You can use the `ifelse()` function to replace unusual values with `NA`:
- A box that stretches from the 25th percentile of the distribution to the 75th percentile, a distance known as the interquartile range (IQR).
In the middle of the box is a line that displays the median, i.e. 50th percentile, of the distribution.
These three lines give you a sense of the spread of the distribution and whether or not the distribution is symmetric about the median or skewed to one side.
We see much less information about the distribution, but the boxplots are much more compact so we can more easily compare them (and fit more on one plot).
It supports the counterintuitive finding that better quality diamonds are cheaper on average!
In the exercises, you'll be challenged to figure out why.
4. One problem with boxplots is that they were developed in an era of much smaller datasets and tend to display a prohibitively large number of "outlying values".
One approach to remedy this problem is the letter value plot.
Install the lvplot package, and try using `geom_lv()` to display the distribution of price vs cut.
If the categorical variables are unordered, you might want to use the seriation package to simultaneously reorder the rows and columns in order to more clearly reveal interesting patterns.
For larger plots, you might want to try the d3heatmap or heatmaply packages, which create interactive plots.
Scatterplots become less useful as the size of your dataset grows, because points begin to overplot, and pile up into areas of uniform black (as above).
You've already seen one way to fix the problem: using the `alpha` aesthetic to add transparency.
`cut_width(x, width)`, as used above, divides `x` into bins of width `width`.
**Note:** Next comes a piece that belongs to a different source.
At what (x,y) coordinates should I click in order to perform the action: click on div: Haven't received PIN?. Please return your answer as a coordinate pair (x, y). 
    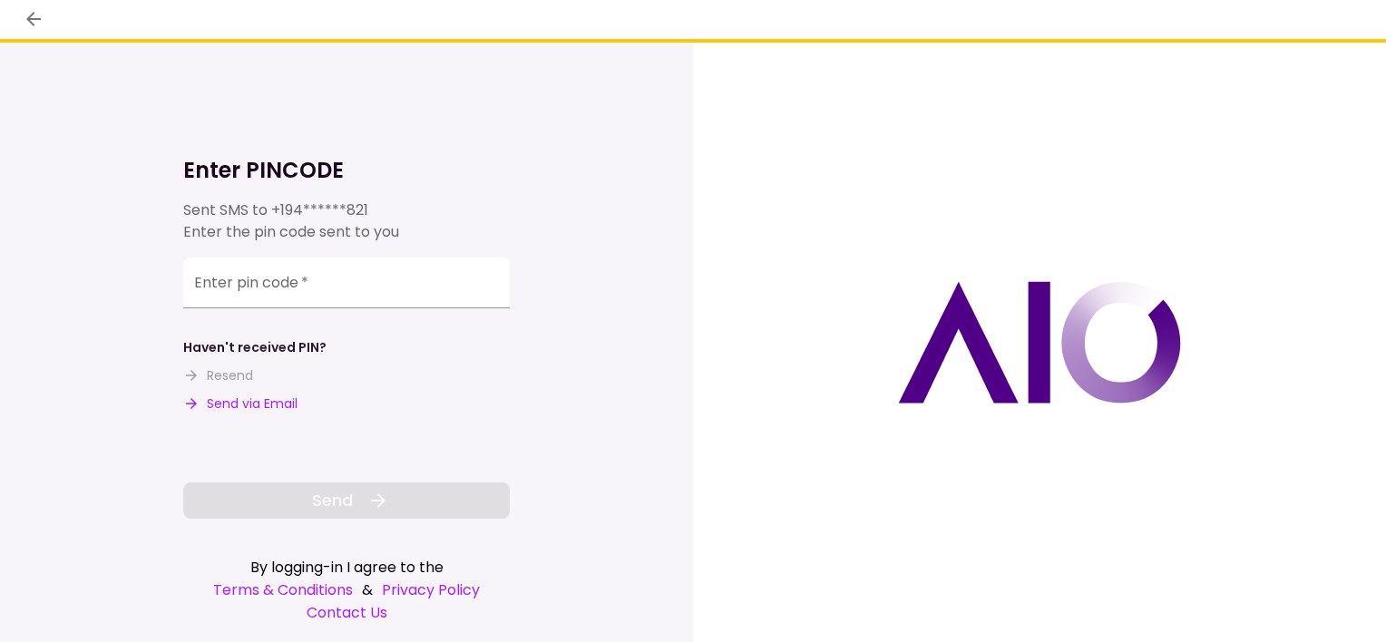
    Looking at the image, I should click on (255, 348).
By default, boxplots look roughly the same (apart from number of outliers) regardless of how many observations there are, so it's difficult to tell that each boxplot summarises a different number of points.
One way to show that is to make the width of the boxplot proportional to the number of points with `varwidth = TRUE`.
3. How does the price distribution of very large diamonds compare to small diamonds?
Is it as you expect, or does it surprise you?
4. Combine two of the techniques you've learned to visualise the combined distribution of cut, carat, and price.
5. Two dimensional plots reveal outliers that are not visible in one dimensional plots.
For example, some points in the plot below have an unusual combination of `x` and `y` values, which makes the points outliers even though their `x` and `y` values appear normal when examined separately.
A scatterplot of Old Faithful eruption lengths versus the wait time between eruptions shows a pattern: longer wait times are associated with longer eruptions.
The scatterplot also displays the two clusters that we noticed above.
Models are a tool for extracting patterns out of data.
For example, consider the diamonds data.
It's hard to understand the relationship between cut and price, because cut and carat, and carat and price are tightly related.
It's possible to use a model to remove the very strong relationship between price and carat so we can explore the subtleties that remain.
The following code fits a model that predicts `price` from `carat` and then computes the residuals (the difference between the predicted value and the actual value).
The residuals give us a view of the price of the diamond, once the effect of carat has been removed.
Once you've removed the strong relationship between carat and price, you can see what you expect in the relationship between cut and price: relative to their size, better quality diamonds are more expensive.
You'll learn how models, and the modelr package, work in the final part of the book, [model](#model-intro).
We're saving modelling for later because understanding what models are and how they work is easiest once you have tools of data wrangling and programming in hand.
If you want to learn more about the mechanics of ggplot2, I'd highly recommend grabbing a copy of the ggplot2 book: <https://amzn.com/331924275X>.
It's been recently updated, so it includes dplyr and tidyr code, and has much more space to explore all the facets of visualisation.
Unfortunately the book isn't generally available for free, but if you have a connection to a university you can probably get an electronic version for free through SpringerLink.